Another dif culty in Ruskins view as presented by Catherine Belsey is the difference of perception
from author to reader or artist to spectator. Although reality is in front of all of them but how they
perceive it, makes the real difference. Belsey says Already, however, Ruskin glimpses the problem in
his empiricist idealist position. The facts of nature are there for everyone to see and to be plainly
expressed; some people perceive these facts more keenly and if they are artist, portray them
invested with a nobility not apparent to every one, represent them differently.

Catherine Belsey here means to say that truth itself cannot be perceived and imitated by all authors
in like manners. They may perceive truth according to their own level of perception and mental and
emotional capacities. So, the work of art may be read in different ways by different spectators.

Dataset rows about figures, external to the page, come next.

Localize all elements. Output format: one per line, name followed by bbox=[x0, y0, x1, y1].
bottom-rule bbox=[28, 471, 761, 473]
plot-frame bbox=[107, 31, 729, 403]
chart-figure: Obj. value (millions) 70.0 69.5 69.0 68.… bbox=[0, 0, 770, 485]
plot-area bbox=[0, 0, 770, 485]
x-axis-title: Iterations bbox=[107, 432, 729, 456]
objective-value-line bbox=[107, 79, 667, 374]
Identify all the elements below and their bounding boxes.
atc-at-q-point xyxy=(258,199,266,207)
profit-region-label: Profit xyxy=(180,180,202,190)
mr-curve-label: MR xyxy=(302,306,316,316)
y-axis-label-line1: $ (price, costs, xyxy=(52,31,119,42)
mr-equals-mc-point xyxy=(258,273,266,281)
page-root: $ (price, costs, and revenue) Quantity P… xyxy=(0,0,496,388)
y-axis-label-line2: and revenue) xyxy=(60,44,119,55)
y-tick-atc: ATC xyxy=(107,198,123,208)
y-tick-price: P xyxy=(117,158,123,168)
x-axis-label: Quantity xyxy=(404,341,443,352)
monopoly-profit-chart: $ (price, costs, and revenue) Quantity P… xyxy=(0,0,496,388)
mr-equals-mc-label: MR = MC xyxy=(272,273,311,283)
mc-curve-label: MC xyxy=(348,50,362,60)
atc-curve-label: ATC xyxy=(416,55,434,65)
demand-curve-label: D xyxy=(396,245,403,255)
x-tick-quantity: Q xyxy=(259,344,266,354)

By the 1960s Expressive Realism had to face many challenges, among those C. Belsey mentions
some of them for instance Russian formalism and semiotics. Following the brief idea of difference
from Expressive Realism, Russian formalism rejected the unsystematic and critical approaches,
which have previously dominated critical studies.
The formalists were interested, therefore, in the representational or expressive aspects of literary
texts. To Formalists, Representation or imitative quantities are not very important, what matters to
them is the literariness of the text, and what philosophical or literary ideas are conveyed in the text.

Likewise the Semioticians insisted that the word itself, as it relates to the human mind, consists
entirely of sign, since there can be no unmediated relationship with reality. To Semioticians, the
representation also does not matter, unless we do not study the signs of language.

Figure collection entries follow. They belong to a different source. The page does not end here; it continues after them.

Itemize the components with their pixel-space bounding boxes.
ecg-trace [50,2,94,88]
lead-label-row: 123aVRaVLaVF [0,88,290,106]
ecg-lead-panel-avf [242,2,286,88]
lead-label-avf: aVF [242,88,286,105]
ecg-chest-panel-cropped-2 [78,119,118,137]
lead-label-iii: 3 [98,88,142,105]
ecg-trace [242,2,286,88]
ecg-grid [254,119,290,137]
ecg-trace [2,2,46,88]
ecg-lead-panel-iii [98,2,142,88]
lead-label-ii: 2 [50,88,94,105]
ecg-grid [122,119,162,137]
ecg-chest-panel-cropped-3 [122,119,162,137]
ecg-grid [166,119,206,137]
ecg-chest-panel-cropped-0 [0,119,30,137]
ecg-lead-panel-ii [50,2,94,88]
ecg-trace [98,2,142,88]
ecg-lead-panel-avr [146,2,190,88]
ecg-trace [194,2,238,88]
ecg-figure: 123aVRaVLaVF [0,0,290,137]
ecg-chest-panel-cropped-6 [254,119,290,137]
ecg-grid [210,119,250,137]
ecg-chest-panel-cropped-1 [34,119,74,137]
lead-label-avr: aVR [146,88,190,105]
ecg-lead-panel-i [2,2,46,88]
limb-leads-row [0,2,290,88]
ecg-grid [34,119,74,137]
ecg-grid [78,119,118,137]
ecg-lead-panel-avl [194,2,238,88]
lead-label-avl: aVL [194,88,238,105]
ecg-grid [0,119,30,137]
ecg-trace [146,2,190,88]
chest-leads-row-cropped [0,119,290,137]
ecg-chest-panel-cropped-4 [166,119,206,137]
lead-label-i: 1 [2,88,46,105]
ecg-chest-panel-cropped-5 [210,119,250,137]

The rst critic in 20th century is Barbra Hardy who directly and indirectly takes an expressive realities
stance. For example she writes. The novelist, whoever he is and whenever he is writing, is giving
form to a story, giving form to his moral and metaphysical views and giving form to his particular
experience of sensations, people, places and society.

Leavis approach is important in this regard that it is not formulated in a speci c theory or in
organised structure. In this evaluation of Henry James works, he adopts an approach which is
expressive realists approach. For example he writes about the novels of James as having the
quantity for the vivid concreteness of the rendering of this world of individuals centres of
consciousness we live in , i.e. in felt life are present both the concepts of imitation and
representation, when applied in literature.

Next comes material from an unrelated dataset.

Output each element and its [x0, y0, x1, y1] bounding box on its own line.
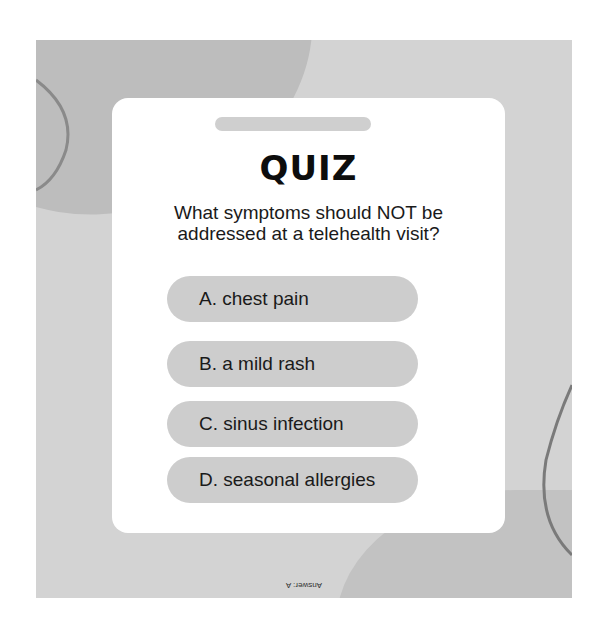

Catherine Belsey further elaborates that the text is seen as a way of arriving at something interior
to it: the convictions of the author or his or her experience as part of that society at that particular
time. To understand the text is to explain it in terms of the authors ideas, psychological state or
social background. Thus, the felt experience of author becomes crucial in his imitations of reality
and in its representation, which is a result of his felt experience.

So Ruskin and F. R. Leavis, are of the same view that the author is presenting to the reader a
particular idea with a belief that the reader will perceive it in the same way as author has tried to
convey. That is why the autobiographical note is given for the readers before the text so that the
reader can easily relate to the idea, which the author has tried to project in his text.

Catherine Belsey concludes that the expressive realist portion has been subject to a series of
challenges and in some cases by theories which have since become authorities in their own right. In
this way, it has become apparent that expressive realism presents a number of problems not easily
resolved within the framework of common sense.